6 Tips for Writing a Successful Contained Screenplay

How to Write a Contained Screenplay - Carole Kirschner.jpgHow to Write a Contained Screenplay - Carole Kirschner.jpg

Hollywood is in uncertain times: film sets are starting to reopen but with increased restrictions like closed sets, and limited characters per scene. No one knows how long this ‘new normal’ will last, but chances are screenplays with limited locations and characters could be more attractive to producers than ever before.

What better time to learn how to write a contained screenplay. Contained screenplays are exactly what they sound like: a movie or TV episode that’s set in one or two locations, usually with a small cast. Even though a lot of contained screenplays are horrors or thrillers, you can write a contained screenplay in any genre (even comedy). Great movies like: Room, Ex Machina, Panic Room, Phone Booth, Cube, and Breakfast Club are all contained screenplays.

Don’t be fooled though, even though this subgenre has less characters and locations than your average screenplay, it can be a huge challenge to create an entertaining, meaningful story within a confined format. But if your script is great the payoff can be worth it: Hollywood loves contained screenplays because they can usually be filmed fast and on a tight budget.

Here are 6 tips for writing a great contained screenplay:

1. Location is everything

When you set the action of a story in one place it can get boring fast (limited locations can limit the action and visual excitement). So, if you have to choose one setting, do yourself a favor and make it as dynamic as possible. For example the movie Cube took place in a series of square rooms, the Hitchcock classic Rear Window took place in a single apartment but was visually dynamic because of the, you guessed it, rear window. Also the “limited locations rule” isn’t as strict as it sounds - it can literally mean one room, or it can mean a contained location with a bit more variety (like a hotel, or museum). They key is to get as innovative as possible with how you use your limitations: even something as seemingly straight forward as a dorm room (or even a coffin, proven by the movie Buried) can be an exciting location if used creatively. 

2. Create space within the space

It can help to keep your audience ‘visually invested’ in your story by making use of sub-locations within the location. Confused? Let’s say you’re writing a screenplay that takes place in the room you’re in right now, take a look around you, how many ‘sub-locations’ exist within the room? Maybe there’s a closet, a hallway, a bathroom, a view outside your window, even corners of big rooms can be treated as “additional locations” for your characters to exist in. There’s also the fun possibility that your single set literally changes as the story goes on - maybe your screenplay takes place in a room that’s flooding and the water’s rising; or in an old house that literally falls apart throughout the film. How can you make one location feel like seven? How might your set evolve?

3. Why don’t they just leave already?

Make sure you have a really solid reason your characters are in the location they’re in. If they’re trapped, why are they trapped? For example in the movie Room a woman and her 5-year-old son are being held captive in a shed, in Panic Room they’re stuck in a literal panic room due to intruders in their home. Your cast doesn’t need to be physically trapped, but they do need a good reason for staying in the same place. Whatever reason you choose, ‘containing’ characters in a way that makes it feel like they can’t leave can be a huge gift as a writer: it can help raise the stakes of the whole story. Which brings me to…

4. High Stakes!

You don’t have to have a large cast or ever-changing sets to keep your story interesting, which means the success (or failure) of your story heavily relies on a dynamite plot. Contained screenplays work when they keep the tension rising and the stakes high. Stakes like life or death, global destruction, or losing the person you love the most - you have a better shot at keeping your audience invested in your characters if they have something major to lose and we actually fear they might lose it. Which is at the heart of all successful dramatic conflict.

5. Make friends with Real-time

Part of the magic of contained scripts is they often take place in real time. If someone needs to figure out how to escape a locked cell we get to watch their every attempt, if they are forming a new relationship with a stranger in a broken elevator we get to see each moment of that evolve. It’s easier to buy into a story where people are stuck in the same place if they’re there for a few hours (or even a few days), but harder to believe if they’re there for a week or a month.

6. Surprise Us

If you can write a really tight, tense story that has few locations and few characters you should be proud. But if you can do all of that and surprise your audience with a plot twist, you will take your script to a whole new level. 

Contained scripts can sound daunting, but sometimes the greatest sparks of inspiration can happen when you’re working within a set of limitations - that applies to contained scripts, and also applies to the changing world we’re experiencing right now. Whatever you do, stay creative and motivated!

What contained screenplays inspire you? Let me know @CaroleKirsch!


* **AIM OF THE EXERCISE**:
The output must contain exactly the lines from the top of the listing below through the line containing "This screenshot has", and no pictures.

* **DATA RECORDS**:
^^^^^^^^
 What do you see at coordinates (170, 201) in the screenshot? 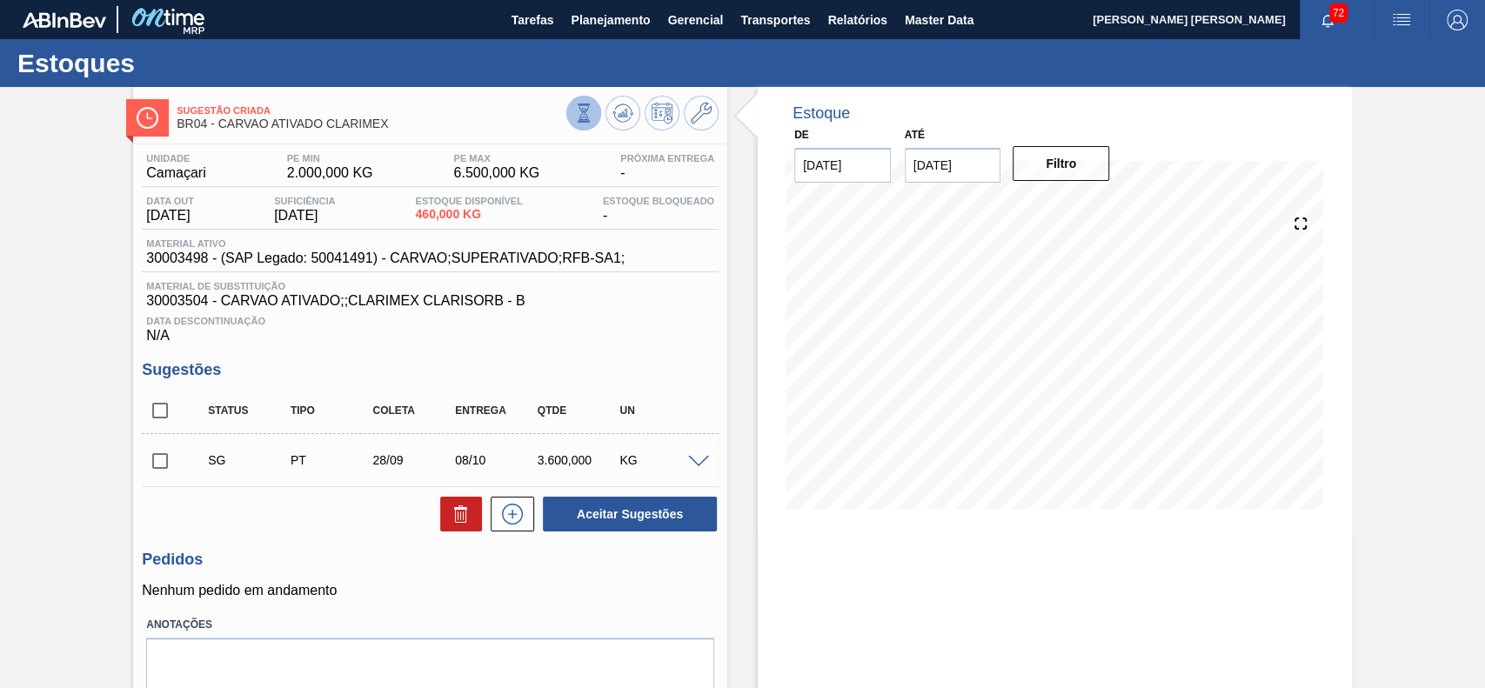
I see `span: Data out` at bounding box center [170, 201].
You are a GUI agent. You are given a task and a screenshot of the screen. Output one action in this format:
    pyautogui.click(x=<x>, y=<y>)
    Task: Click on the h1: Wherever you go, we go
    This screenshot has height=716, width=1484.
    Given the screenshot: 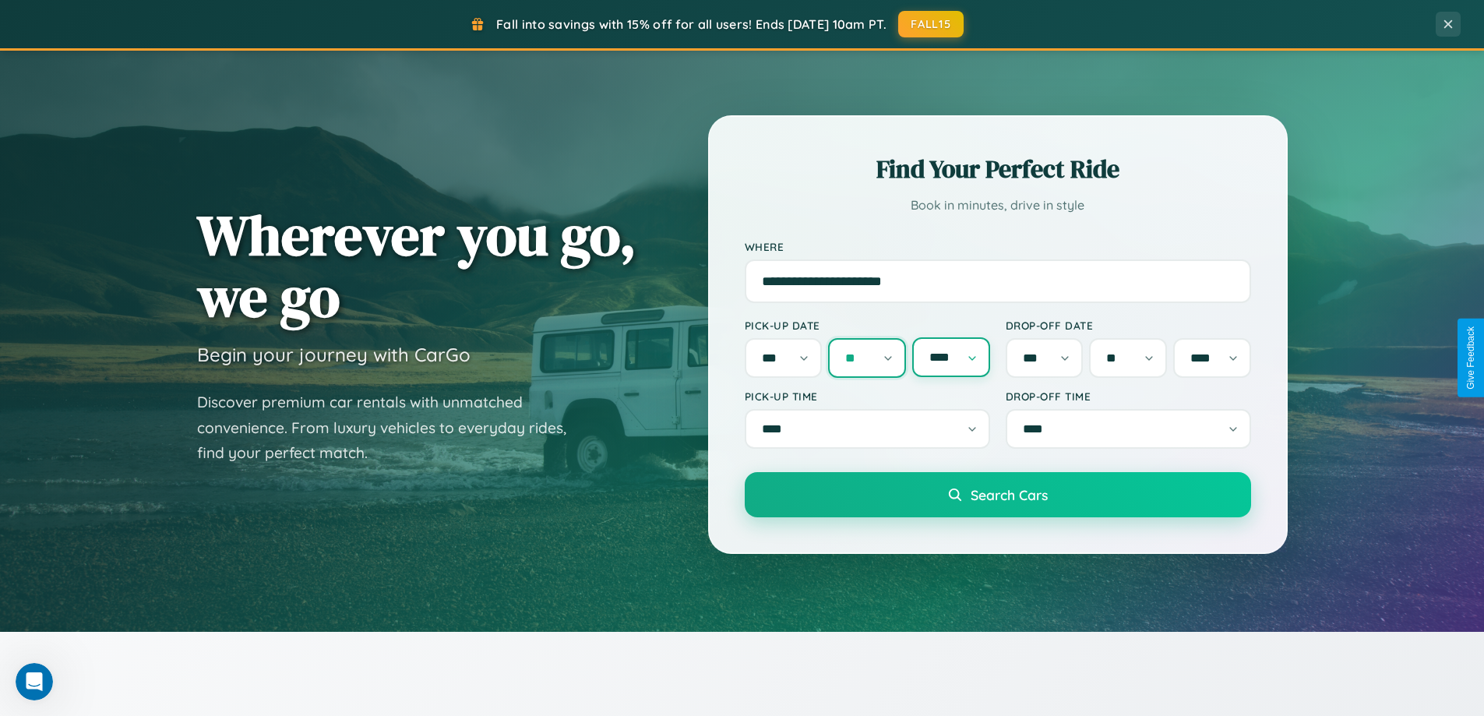 What is the action you would take?
    pyautogui.click(x=417, y=266)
^^^^^^^^
* **SOLUTION**:
 What do you see at coordinates (170, 201) in the screenshot? 
I see `span: Data out` at bounding box center [170, 201].
You are a GUI agent. You are given a task and a screenshot of the screen. Output one action in this format:
    pyautogui.click(x=<x>, y=<y>)
    Task: Click on the h1: Wherever you go, we go
    This screenshot has height=716, width=1484.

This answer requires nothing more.